Safaricom is today introducing eSIM support in the Kenyan market. This is something a significant number of Kenyans have been asking of the network provider. Though it has seemingly taken forever, the feature is now available. If your phone supports eSIMs, it is time for you to finally set it up.
The telco isn’t the first in the country to introduce eSIM support, however. Back in January this year, Jamii Telecom’s Faiba 4G became the first network provider to bring eSIM support in the country. Here’s a guide on how to get Faiba 4G’s eSIM.
eSIM is short for an Embedded Subscriber Identity Module, or simply an Embedded SIM card. A couple of high-end smartphones have an embedded SIM card within their phone which they can activate at any time with network settings for whichever network they so wish.
With an eSIM, all you need is some Profile Settings, and you’re ready to use a particular network. Mainly, such profile settings are provided by the carrier in form of a QR code you scan, then the phone activates the eSIM and you are able to access the network whose settings you scanned. You’re free to, later on, change the network the eSIM is accessing to any other network supporting eSIMs.
For example, now that both Faiba and Safaricom support eSIMs, you can get both network’s profiles settings and install both on your phone. Then you can, ideally, interchange them as you would so wish. This would be such that at any given time you can choose to be on the Faiba network or the Safaricom network on your eSIM, all whilst your physical SIM card remains active.
How to get Safaricom eSIM:
- Visit a Safaricom Shop with a supported device
- Scan the eSIM QR Code you’ll be given by Safaricom with your supported device
- Your device will download and install the Profile Settings and set up the Safaricom Network on your eSIM
- Your eSIM will now be ready for use.
Devices that support Safaricom’s eSIM:
- iPhone SE 2020, iPhone X, iPhone Xs, iPhone 11, iPhone 12
- Samsung Galaxy S21, Galaxy Z Fold, Galaxy NOTE 20
It is a little weird with Safaricom that only a few smartphones are listed as supporting their network. Perhaps this will change in the next few days, perhaps it is a miscommunication of some sort. There are many more devices that come with eSIMs including Google Pixels, Huawei and Motorola smartphones, Windows tablets, iPads and Apple Watches. Hopefully, Safaricom rolls out support for all of these in the coming days. The good thing is that more smartphones will now come with embedded SIM cards going forward.
The benefits of an eSIM are quite vast:
- If you have an iPhone, you can have two networks running at once.
- If you travel a lot, you can just buy an eSIM for whichever network in that country you’re travelling to instead of paying lots of cash when roaming.
- You can easily switch between networks. As with the example above where you can switch between Faiba and Safaricom. Provided these companies don’t do stupid stuff to try and stop you.
- You can have multiple data plans – if you’re someone who actually pays monthly for data plans.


▶ **Task requirements**
Everything from the line with "Image is 772x328 pixels." down to the line with "Image is 584x284 pixels." below must be printed exactly, those two lines included. Exclude pictures.

========================

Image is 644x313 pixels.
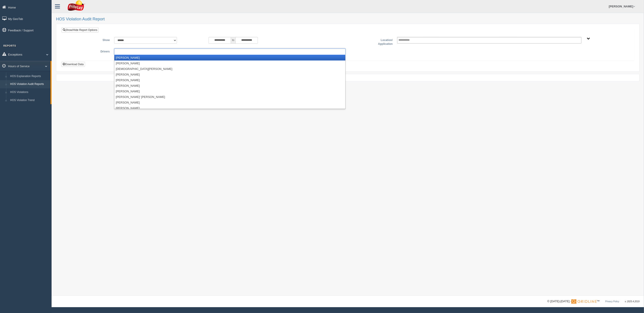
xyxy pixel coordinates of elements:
a: HOS Explanation Reports [8,73,50,80]
li: [PERSON_NAME] [115,105,345,111]
span: to [231,37,235,44]
a: Show/Hide Report Options [62,27,98,33]
li: [DEMOGRAPHIC_DATA][PERSON_NAME] [115,66,345,72]
h2: HOS Violation Audit Report [56,17,639,22]
a: HOS Violation Audit Reports [8,80,50,88]
a: Privacy Policy [605,301,619,303]
label: Show [65,37,112,42]
li: [PERSON_NAME] [115,83,345,89]
label: Drivers [65,48,112,54]
button: Download Data [61,62,85,67]
a: HOS Violation Trend [8,96,50,105]
div: © [DATE]-[DATE] - ™ [547,300,639,304]
li: [PERSON_NAME] [115,100,345,105]
li: [PERSON_NAME] [115,61,345,66]
li: [PERSON_NAME] [115,77,345,83]
li: [PERSON_NAME] [115,55,345,61]
li: [PERSON_NAME]' [PERSON_NAME] [115,94,345,100]
span: v. 2025.4.2019 [625,301,639,303]
li: [PERSON_NAME] [115,72,345,77]
li: [PERSON_NAME] [115,89,345,94]
img: Gridline [571,300,596,304]
a: HOS Violations [8,88,50,96]
label: Location/ Application [348,37,395,46]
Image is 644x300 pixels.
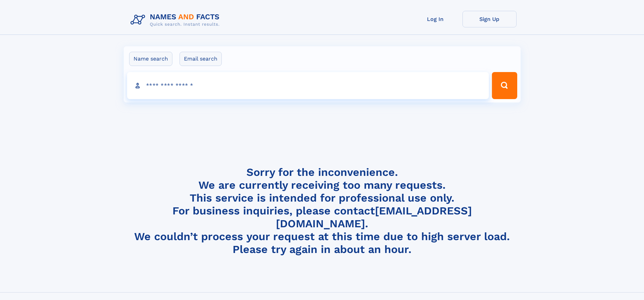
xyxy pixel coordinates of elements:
[462,11,516,27] a: Sign Up
[128,11,225,29] img: Logo Names and Facts
[408,11,462,27] a: Log In
[492,72,517,99] button: Search Button
[127,72,489,99] input: search input
[276,204,472,230] a: [EMAIL_ADDRESS][DOMAIN_NAME]
[179,52,222,66] label: Email search
[128,166,516,256] h4: Sorry for the inconvenience. We are currently receiving too many requests. This service is intend...
[129,52,172,66] label: Name search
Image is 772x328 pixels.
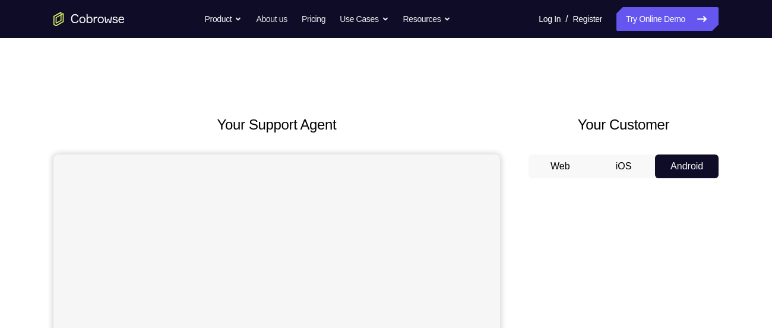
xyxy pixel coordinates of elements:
[655,154,719,178] button: Android
[616,7,719,31] a: Try Online Demo
[53,12,125,26] a: Go to the home page
[592,154,656,178] button: iOS
[528,154,592,178] button: Web
[573,7,602,31] a: Register
[205,7,242,31] button: Product
[539,7,561,31] a: Log In
[403,7,451,31] button: Resources
[565,12,568,26] span: /
[528,114,719,135] h2: Your Customer
[53,114,500,135] h2: Your Support Agent
[340,7,388,31] button: Use Cases
[302,7,325,31] a: Pricing
[256,7,287,31] a: About us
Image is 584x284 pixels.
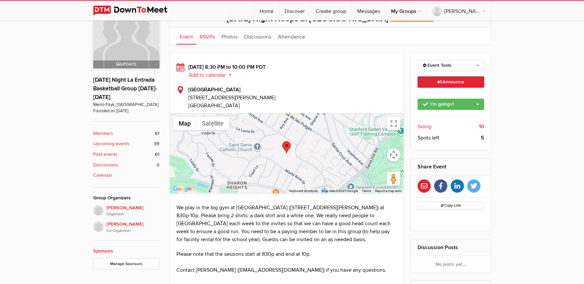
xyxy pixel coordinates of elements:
a: Open this area in Google Maps (opens a new window) [172,184,193,193]
b: Past events [93,151,117,158]
a: Discover [279,1,310,21]
p: We play in the big gym at [GEOGRAPHIC_DATA] ([STREET_ADDRESS][PERSON_NAME]) at 830p-10p. Please b... [177,203,398,243]
a: Manage Sponsors [93,258,160,269]
b: 10 [479,122,484,130]
a: Discussion Posts [418,244,458,251]
a: Calendar [93,172,160,179]
a: Update [93,2,160,68]
span: 61 [155,151,160,158]
button: Drag Pegman onto the map to open Street View [387,172,400,185]
img: DownToMeet [93,6,178,16]
i: Organizer [107,211,160,217]
a: My Groups [386,1,427,21]
span: [PERSON_NAME] [107,220,160,234]
a: Attendance [275,28,309,44]
a: Announce [418,76,484,88]
a: Terms (opens in new tab) [362,189,371,192]
a: [DATE] Night La Entrada Basketball Group [DATE]-[DATE] [93,76,157,101]
span: [DATE] Night Hoops at [GEOGRAPHIC_DATA] [227,14,389,24]
div: Group Organizers [93,194,160,201]
a: [PERSON_NAME] [427,1,491,21]
b: 5 [481,134,484,142]
img: Thursday Night La Entrada Basketball Group 2025-2026 [93,2,160,68]
a: Report a map error [375,189,402,192]
button: Map camera controls [387,148,400,161]
span: 39 [154,140,160,147]
button: Copy Link [418,201,484,210]
button: Add to calendar [188,72,237,78]
span: [STREET_ADDRESS][PERSON_NAME] [188,94,398,102]
b: [GEOGRAPHIC_DATA] [188,86,241,93]
i: Co-Organizer [107,228,160,234]
button: Toggle fullscreen view [387,117,400,130]
a: [PERSON_NAME]Organizer [93,205,160,217]
button: Show satellite imagery [196,117,229,130]
span: 61 [155,130,160,137]
span: Founded on [DATE] [93,108,160,114]
a: Discussions 0 [93,161,160,169]
span: [GEOGRAPHIC_DATA] [188,102,240,109]
h2: Share Event [418,159,484,175]
span: 0 [157,161,160,169]
a: Messages [352,1,386,21]
span: Menlo Payk, [GEOGRAPHIC_DATA] [93,102,160,108]
a: Sponsors [93,248,113,254]
a: Past events 61 [93,151,160,158]
a: [PERSON_NAME]Co-Organizer [93,217,160,234]
a: I'm going+1 [418,99,484,110]
img: H Lee hoops [93,205,104,215]
a: Create group [311,1,352,21]
span: Map data ©2025 Google [322,189,358,192]
a: RSVPs [196,28,218,44]
span: Copy Link [441,203,461,207]
span: Announce [438,79,464,85]
a: Upcoming events 39 [93,140,160,147]
a: Event [177,28,196,44]
button: Show street map [173,117,196,130]
span: [PERSON_NAME] [107,204,160,217]
span: +1 [450,101,454,107]
div: [DATE] 8:30 PM to 10:00 PM PDT [177,63,398,79]
span: Update [116,62,136,67]
b: Discussions [93,161,118,169]
a: Home [254,1,279,21]
b: Upcoming events [93,140,130,147]
a: Event Tools [418,60,484,71]
img: Derek [93,221,104,232]
button: Keyboard shortcuts [289,188,318,193]
img: Google [172,184,193,193]
a: Discussions [241,28,275,44]
b: Calendar [93,172,112,179]
a: Photos [218,28,241,44]
a: Members 61 [93,130,160,137]
span: Going [418,122,432,130]
span: Spots left [418,134,440,142]
b: Members [93,130,113,137]
div: No posts yet... [411,256,491,272]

========================

▶ **Finished exercise**
Image is 772x328 pixels.
xyxy pixel coordinates of elements:
[655,154,719,178] button: Android
[616,7,719,31] a: Try Online Demo
[53,12,125,26] a: Go to the home page
[592,154,656,178] button: iOS
[528,154,592,178] button: Web
[573,7,602,31] a: Register
[205,7,242,31] button: Product
[539,7,561,31] a: Log In
[403,7,451,31] button: Resources
[565,12,568,26] span: /
[528,114,719,135] h2: Your Customer
[53,114,500,135] h2: Your Support Agent
[340,7,388,31] button: Use Cases
[302,7,325,31] a: Pricing
[256,7,287,31] a: About us
Image is 584x284 pixels.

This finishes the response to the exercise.